John Adams and John Quincy Adams used book-plates, and James Monroe and John Tyler each had a plain name-label. These are all of our presidents known to have used them, except General Garfield, who had a printed book-plate of simple design, with the motto "inter folia fructus." Eleven of the signers of the Declaration of Independence are known to have had these signs of gentle birth—for in the early years of the American Colonies, it was only the families of aristocratic connection and scholarly tastes who indulged in what may be termed a superfluous luxury.

The plates used among the Southern settlers were generally ordered from England, and not at all American. The Northern plates were more frequently of native design and execution, and therefore of much greater value and interest, though far inferior in style of workmanship and elaboration of ornament to the best European ones.

The ordinary library label is also a book-plate, and some of the early libraries and small collections have elaborate designs. The early Harvard College library plate was a large and fine piece of engraving by Hurd. The Harvard Library had some few of this fine engraved label printed in red ink, and placed in the rarer books of the library—as a reminder that the works containing the rubricated book-plates were not to be drawn out by students.

The learned bibliophile and librarian of Florence, Magliabecchi, who died in 1714, devised for his library of thirty thousand volumes, which he bequeathed to the Grand Duke of Tuscany, a book-plate representing his own profile on a medal surrounded with books and oak boughs, with the inscription—"Antonius Magliabecchius Florentinus."

Some book-plates embody designs of great beauty. The late George Bancroft's, engraved on copper, represented a winged cherub (from Raphael) gazing sun-ward, holding a tablet with the inscription "Eis phaos," toward the light.

Some French book-plates aim at humor or caricature. One familiar example represents an old book-worm mounted on a tall ladder in a library, profoundly absorbed in reading, and utterly unconscious that the room beneath him is on fire.

To those who ask of what possible utility it can be to cultivate so unfruitful a pursuit as the devising or the collecting of book-plates, it may be pertinent to state the claim made in behalf of the amateurs of this art, by a connoisseur, namely, "Book-plates foster the study of art, history, genealogy, and human character." On this theory, we may add, the coat of arms or family crest teaches heraldry; the mottoes or inscriptions chosen cultivate the taste for language and sententious literature; the engraving appeals to the sense of the artistic; the names of early or ancient families who are often thus commemorated teach biography, history, or genealogy; while the great variety of sentiments selected for the plates illustrate the character and taste of those selecting them.

On the other hand, it must be said that the coat of arms fails to indicate individual taste or genius, and might better be supplanted by original and characteristic designs, especially such as relate to books, libraries, and learning.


### WHAT IS BEING ASKED
Quote the entries in full, character for character, without their images.

### Extracted records
________________________

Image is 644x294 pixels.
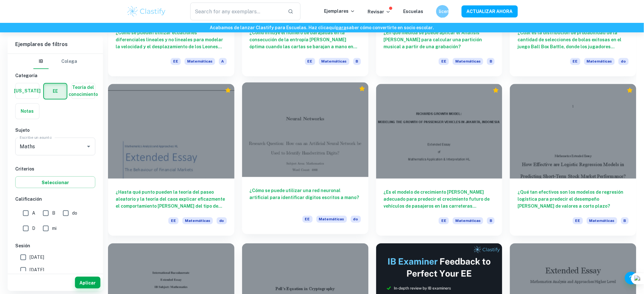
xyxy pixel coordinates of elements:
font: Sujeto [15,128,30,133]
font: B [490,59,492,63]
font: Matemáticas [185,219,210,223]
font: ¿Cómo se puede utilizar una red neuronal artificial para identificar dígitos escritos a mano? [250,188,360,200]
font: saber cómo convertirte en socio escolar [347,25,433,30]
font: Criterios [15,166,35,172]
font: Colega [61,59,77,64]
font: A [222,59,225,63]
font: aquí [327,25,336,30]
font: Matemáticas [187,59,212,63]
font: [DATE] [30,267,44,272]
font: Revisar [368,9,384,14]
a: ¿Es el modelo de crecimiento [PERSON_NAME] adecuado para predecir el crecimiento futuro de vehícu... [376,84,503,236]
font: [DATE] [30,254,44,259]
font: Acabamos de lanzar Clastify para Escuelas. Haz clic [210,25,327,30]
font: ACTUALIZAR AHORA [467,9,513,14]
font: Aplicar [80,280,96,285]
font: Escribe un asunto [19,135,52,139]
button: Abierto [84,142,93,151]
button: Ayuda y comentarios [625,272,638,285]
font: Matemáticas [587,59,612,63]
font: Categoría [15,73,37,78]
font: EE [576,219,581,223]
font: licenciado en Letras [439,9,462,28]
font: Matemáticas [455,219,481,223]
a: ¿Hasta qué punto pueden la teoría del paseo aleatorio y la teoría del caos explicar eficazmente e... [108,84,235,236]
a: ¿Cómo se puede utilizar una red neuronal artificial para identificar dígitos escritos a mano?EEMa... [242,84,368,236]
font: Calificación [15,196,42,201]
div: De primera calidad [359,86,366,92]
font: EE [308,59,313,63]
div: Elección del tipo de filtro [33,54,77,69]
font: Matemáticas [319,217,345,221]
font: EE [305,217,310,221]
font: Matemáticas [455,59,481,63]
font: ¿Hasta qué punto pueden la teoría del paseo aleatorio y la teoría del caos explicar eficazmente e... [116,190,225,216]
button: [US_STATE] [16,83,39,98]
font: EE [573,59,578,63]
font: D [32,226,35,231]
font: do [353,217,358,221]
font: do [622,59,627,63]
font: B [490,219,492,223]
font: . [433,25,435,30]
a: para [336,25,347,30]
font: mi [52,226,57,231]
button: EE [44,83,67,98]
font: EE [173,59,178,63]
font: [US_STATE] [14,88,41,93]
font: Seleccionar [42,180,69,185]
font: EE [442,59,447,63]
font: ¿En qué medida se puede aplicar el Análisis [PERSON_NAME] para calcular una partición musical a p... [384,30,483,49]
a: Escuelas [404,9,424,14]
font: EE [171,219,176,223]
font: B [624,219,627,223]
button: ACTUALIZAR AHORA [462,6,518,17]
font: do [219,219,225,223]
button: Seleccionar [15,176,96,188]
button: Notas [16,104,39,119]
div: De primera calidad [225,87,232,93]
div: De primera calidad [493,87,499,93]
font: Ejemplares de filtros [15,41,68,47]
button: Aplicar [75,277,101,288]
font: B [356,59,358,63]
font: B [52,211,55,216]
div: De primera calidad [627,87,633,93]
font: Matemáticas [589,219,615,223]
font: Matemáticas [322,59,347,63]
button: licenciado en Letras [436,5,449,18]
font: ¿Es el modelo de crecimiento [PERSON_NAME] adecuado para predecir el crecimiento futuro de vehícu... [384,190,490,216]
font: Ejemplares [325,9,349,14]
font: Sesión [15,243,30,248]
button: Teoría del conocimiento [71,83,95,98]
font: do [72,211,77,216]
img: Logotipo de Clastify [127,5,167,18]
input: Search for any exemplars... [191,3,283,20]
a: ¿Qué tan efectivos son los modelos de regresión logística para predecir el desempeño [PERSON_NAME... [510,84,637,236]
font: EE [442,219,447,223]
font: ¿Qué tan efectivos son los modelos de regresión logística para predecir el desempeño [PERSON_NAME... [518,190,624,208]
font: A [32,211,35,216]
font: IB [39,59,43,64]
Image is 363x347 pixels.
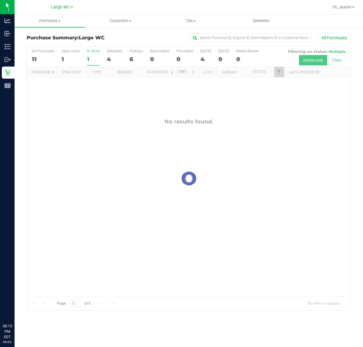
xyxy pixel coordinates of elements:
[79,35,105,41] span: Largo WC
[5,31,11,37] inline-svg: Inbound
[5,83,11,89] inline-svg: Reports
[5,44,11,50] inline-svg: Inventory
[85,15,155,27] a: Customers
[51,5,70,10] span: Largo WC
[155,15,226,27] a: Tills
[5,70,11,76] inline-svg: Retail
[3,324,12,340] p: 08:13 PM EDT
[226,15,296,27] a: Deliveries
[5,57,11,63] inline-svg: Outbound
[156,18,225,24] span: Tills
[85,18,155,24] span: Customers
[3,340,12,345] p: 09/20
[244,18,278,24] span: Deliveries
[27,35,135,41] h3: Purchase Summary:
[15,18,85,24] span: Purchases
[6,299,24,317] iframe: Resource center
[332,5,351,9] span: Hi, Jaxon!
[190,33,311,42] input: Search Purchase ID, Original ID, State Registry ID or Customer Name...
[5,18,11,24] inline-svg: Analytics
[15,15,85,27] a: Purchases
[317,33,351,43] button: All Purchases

________________________

### RESPONSE BOX
Image is 644x294 pixels.
xyxy pixel coordinates of elements:
font: Sujeto [15,128,30,133]
font: B [490,59,492,63]
font: Matemáticas [185,219,210,223]
font: ¿Cómo se puede utilizar una red neuronal artificial para identificar dígitos escritos a mano? [250,188,360,200]
font: saber cómo convertirte en socio escolar [347,25,433,30]
font: Criterios [15,166,35,172]
font: Colega [61,59,77,64]
font: A [222,59,225,63]
font: aquí [327,25,336,30]
font: Matemáticas [187,59,212,63]
font: [DATE] [30,267,44,272]
font: Revisar [368,9,384,14]
a: ¿Es el modelo de crecimiento [PERSON_NAME] adecuado para predecir el crecimiento futuro de vehícu... [376,84,503,236]
font: [DATE] [30,254,44,259]
font: Acabamos de lanzar Clastify para Escuelas. Haz clic [210,25,327,30]
font: ACTUALIZAR AHORA [467,9,513,14]
font: Aplicar [80,280,96,285]
font: Escribe un asunto [19,135,52,139]
button: Abierto [84,142,93,151]
button: Ayuda y comentarios [625,272,638,285]
font: Matemáticas [587,59,612,63]
font: Categoría [15,73,37,78]
font: EE [576,219,581,223]
font: licenciado en Letras [439,9,462,28]
font: Matemáticas [455,219,481,223]
a: ¿Hasta qué punto pueden la teoría del paseo aleatorio y la teoría del caos explicar eficazmente e... [108,84,235,236]
a: ¿Cómo se puede utilizar una red neuronal artificial para identificar dígitos escritos a mano?EEMa... [242,84,368,236]
font: Calificación [15,196,42,201]
div: De primera calidad [359,86,366,92]
font: EE [308,59,313,63]
div: Elección del tipo de filtro [33,54,77,69]
font: Matemáticas [319,217,345,221]
font: EE [305,217,310,221]
font: Matemáticas [455,59,481,63]
font: ¿Hasta qué punto pueden la teoría del paseo aleatorio y la teoría del caos explicar eficazmente e... [116,190,225,216]
button: [US_STATE] [16,83,39,98]
font: EE [573,59,578,63]
font: D [32,226,35,231]
font: do [353,217,358,221]
font: do [622,59,627,63]
font: B [490,219,492,223]
font: . [433,25,435,30]
a: para [336,25,347,30]
font: mi [52,226,57,231]
button: EE [44,83,67,98]
font: EE [173,59,178,63]
font: [US_STATE] [14,88,41,93]
font: Seleccionar [42,180,69,185]
font: EE [442,59,447,63]
font: ¿En qué medida se puede aplicar el Análisis [PERSON_NAME] para calcular una partición musical a p... [384,30,483,49]
a: Escuelas [404,9,424,14]
font: EE [171,219,176,223]
font: B [624,219,627,223]
button: ACTUALIZAR AHORA [462,6,518,17]
font: do [219,219,225,223]
button: Seleccionar [15,176,96,188]
button: Notas [16,104,39,119]
div: De primera calidad [225,87,232,93]
div: De primera calidad [493,87,499,93]
font: Ejemplares de filtros [15,41,68,47]
button: Aplicar [75,277,101,288]
font: B [356,59,358,63]
font: B [52,211,55,216]
div: De primera calidad [627,87,633,93]
font: Matemáticas [589,219,615,223]
font: Matemáticas [322,59,347,63]
button: licenciado en Letras [436,5,449,18]
font: ¿Es el modelo de crecimiento [PERSON_NAME] adecuado para predecir el crecimiento futuro de vehícu... [384,190,490,216]
font: Ejemplares [325,9,349,14]
font: Sesión [15,243,30,248]
button: Teoría del conocimiento [71,83,95,98]
font: do [72,211,77,216]
img: Logotipo de Clastify [127,5,167,18]
input: Search for any exemplars... [191,3,283,20]
a: ¿Qué tan efectivos son los modelos de regresión logística para predecir el desempeño [PERSON_NAME... [510,84,637,236]
font: EE [442,219,447,223]
font: ¿Qué tan efectivos son los modelos de regresión logística para predecir el desempeño [PERSON_NAME... [518,190,624,208]
font: A [32,211,35,216]
font: IB [39,59,43,64]
Image is 363x347 pixels.
xyxy pixel coordinates of elements:
[79,35,105,41] span: Largo WC
[5,31,11,37] inline-svg: Inbound
[5,83,11,89] inline-svg: Reports
[5,44,11,50] inline-svg: Inventory
[85,15,155,27] a: Customers
[51,5,70,10] span: Largo WC
[155,15,226,27] a: Tills
[5,70,11,76] inline-svg: Retail
[3,324,12,340] p: 08:13 PM EDT
[226,15,296,27] a: Deliveries
[5,57,11,63] inline-svg: Outbound
[156,18,225,24] span: Tills
[85,18,155,24] span: Customers
[3,340,12,345] p: 09/20
[244,18,278,24] span: Deliveries
[27,35,135,41] h3: Purchase Summary:
[15,18,85,24] span: Purchases
[6,299,24,317] iframe: Resource center
[332,5,351,9] span: Hi, Jaxon!
[190,33,311,42] input: Search Purchase ID, Original ID, State Registry ID or Customer Name...
[5,18,11,24] inline-svg: Analytics
[15,15,85,27] a: Purchases
[317,33,351,43] button: All Purchases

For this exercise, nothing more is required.